Where the first line represents the fixed JWE Protected Header, an empty JWE
Expand All @@ -619,5 +620,5 @@ Authentication Tag.
Mark Nottingham was an original author of this document.

The following people provided valuable input: Richard Barnes, David Benjamin,
Peter Beverloo, Mike Jones, Stephen Farrell, Adam Langley, John Mattsson, Julian
Peter Beverloo, JR Conlin, Mike Jones, Stephen Farrell, Adam Langley, John Mattsson, Julian
Reschke, Eric Rescorla, Jim Schaad, and Magnus Westerlund.
10 changes: 8 additions & 2 deletions draft-ietf-httpbis-http2-encryption.md
Expand Up @@ -102,8 +102,14 @@ The key words "MUST", "MUST NOT", "REQUIRED", "SHALL", "SHALL NOT", "SHOULD", "S

An origin server that supports the resolution of `http` URIs can indicate support for this
specification by providing an alternative service advertisement {{RFC7838}} for a protocol
identifier that uses TLS, such as `h2` {{RFC7540}}, or `http/1.1` {{?RFC7301}}. Note that HTTP/1.1
requests MUST use the absolute form (see Section 5.3.2 of {{RFC7230}}).
identifier that uses TLS, such as `h2` {{RFC7540}}, or `http/1.1` {{?RFC7301}}.

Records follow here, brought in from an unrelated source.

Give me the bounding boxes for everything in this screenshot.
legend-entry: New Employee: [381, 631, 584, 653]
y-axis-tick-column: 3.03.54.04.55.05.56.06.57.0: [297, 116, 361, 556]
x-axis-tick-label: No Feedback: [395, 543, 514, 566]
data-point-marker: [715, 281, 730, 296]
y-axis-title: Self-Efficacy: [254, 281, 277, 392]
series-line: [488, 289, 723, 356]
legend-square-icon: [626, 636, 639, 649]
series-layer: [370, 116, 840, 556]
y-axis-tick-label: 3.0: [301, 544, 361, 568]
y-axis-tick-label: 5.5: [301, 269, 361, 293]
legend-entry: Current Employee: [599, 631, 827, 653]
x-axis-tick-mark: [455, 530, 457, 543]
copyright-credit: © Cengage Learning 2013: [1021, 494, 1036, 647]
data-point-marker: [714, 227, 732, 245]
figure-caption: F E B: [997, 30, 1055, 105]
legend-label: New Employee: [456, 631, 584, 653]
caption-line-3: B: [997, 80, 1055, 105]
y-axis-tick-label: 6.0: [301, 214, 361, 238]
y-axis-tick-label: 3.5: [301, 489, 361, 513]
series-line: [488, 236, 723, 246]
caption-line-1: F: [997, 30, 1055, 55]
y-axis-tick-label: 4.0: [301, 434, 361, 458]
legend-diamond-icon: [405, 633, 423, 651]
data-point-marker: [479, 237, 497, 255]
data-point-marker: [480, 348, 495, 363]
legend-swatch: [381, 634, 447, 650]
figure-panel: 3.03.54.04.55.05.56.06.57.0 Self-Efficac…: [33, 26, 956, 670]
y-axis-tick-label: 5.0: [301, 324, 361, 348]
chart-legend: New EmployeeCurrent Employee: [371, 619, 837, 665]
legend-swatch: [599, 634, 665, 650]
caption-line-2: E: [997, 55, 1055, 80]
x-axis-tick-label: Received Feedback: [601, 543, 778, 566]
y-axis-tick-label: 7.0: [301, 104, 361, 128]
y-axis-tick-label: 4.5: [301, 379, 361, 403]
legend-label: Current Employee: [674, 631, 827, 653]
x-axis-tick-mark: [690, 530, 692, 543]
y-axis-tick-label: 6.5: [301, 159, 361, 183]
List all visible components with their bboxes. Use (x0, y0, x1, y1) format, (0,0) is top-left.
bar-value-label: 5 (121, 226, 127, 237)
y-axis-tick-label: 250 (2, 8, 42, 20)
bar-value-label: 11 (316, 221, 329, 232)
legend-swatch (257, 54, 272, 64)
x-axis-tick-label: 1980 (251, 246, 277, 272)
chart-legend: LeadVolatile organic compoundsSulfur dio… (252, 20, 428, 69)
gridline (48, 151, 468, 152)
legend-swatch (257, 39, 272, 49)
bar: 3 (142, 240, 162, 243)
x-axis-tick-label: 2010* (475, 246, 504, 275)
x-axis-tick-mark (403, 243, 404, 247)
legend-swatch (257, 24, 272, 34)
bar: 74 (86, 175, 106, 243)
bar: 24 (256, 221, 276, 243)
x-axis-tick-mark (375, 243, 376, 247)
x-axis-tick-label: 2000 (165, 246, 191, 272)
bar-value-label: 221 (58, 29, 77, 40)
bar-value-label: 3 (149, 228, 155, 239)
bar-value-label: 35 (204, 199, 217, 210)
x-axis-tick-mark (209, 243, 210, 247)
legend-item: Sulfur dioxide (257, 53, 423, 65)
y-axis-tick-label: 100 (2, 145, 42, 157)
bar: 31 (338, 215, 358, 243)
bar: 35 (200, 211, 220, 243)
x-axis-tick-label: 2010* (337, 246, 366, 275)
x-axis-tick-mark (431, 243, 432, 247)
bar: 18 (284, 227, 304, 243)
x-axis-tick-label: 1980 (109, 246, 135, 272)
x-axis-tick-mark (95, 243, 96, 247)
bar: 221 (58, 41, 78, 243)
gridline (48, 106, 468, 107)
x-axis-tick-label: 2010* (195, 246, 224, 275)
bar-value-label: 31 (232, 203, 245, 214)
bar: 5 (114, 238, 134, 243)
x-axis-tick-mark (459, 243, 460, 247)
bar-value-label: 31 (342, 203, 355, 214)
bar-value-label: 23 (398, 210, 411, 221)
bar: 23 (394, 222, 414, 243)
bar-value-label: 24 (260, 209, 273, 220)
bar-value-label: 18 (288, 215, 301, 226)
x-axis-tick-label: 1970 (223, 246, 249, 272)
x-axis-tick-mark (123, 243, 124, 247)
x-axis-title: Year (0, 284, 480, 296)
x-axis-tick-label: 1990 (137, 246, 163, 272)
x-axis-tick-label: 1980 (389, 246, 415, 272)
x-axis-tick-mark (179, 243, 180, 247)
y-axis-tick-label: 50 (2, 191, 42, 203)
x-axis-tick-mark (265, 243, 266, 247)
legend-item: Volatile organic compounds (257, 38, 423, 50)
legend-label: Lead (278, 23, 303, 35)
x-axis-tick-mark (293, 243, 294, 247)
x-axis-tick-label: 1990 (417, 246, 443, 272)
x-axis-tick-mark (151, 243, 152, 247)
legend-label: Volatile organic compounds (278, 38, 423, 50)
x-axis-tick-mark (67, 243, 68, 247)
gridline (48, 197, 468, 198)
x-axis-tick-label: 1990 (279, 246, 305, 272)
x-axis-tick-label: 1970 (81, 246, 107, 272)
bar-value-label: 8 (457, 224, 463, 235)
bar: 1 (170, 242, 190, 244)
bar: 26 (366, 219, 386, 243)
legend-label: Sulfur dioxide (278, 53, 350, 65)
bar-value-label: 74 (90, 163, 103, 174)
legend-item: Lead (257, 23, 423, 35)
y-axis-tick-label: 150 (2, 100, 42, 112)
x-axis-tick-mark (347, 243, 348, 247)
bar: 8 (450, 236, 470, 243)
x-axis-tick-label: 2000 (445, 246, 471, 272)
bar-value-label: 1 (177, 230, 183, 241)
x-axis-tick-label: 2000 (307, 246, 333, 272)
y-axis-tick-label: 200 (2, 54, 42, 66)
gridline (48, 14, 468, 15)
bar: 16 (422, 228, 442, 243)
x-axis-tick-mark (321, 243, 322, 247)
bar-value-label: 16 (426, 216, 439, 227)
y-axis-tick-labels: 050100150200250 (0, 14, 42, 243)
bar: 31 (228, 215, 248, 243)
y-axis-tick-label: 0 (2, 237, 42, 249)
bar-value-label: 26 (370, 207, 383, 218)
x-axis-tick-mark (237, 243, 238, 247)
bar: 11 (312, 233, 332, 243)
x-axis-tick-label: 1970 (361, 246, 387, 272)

Requests for `http` resources using TLS MUST include the scheme in the request. HTTP/2 requires
this and provides the `:scheme` pseudo-header field for this purpose. HTTP/1.1 provides no such
field, and even prohibits the use of the absolute form for requests that are sent directly to an
origin server (see Section 5.3.1 of {{RFC7230}}). This document overrides that requirement for
requests with the `http` scheme that are sent over TLS; these requests MUST be made using the
absolute form as though the server were a proxy.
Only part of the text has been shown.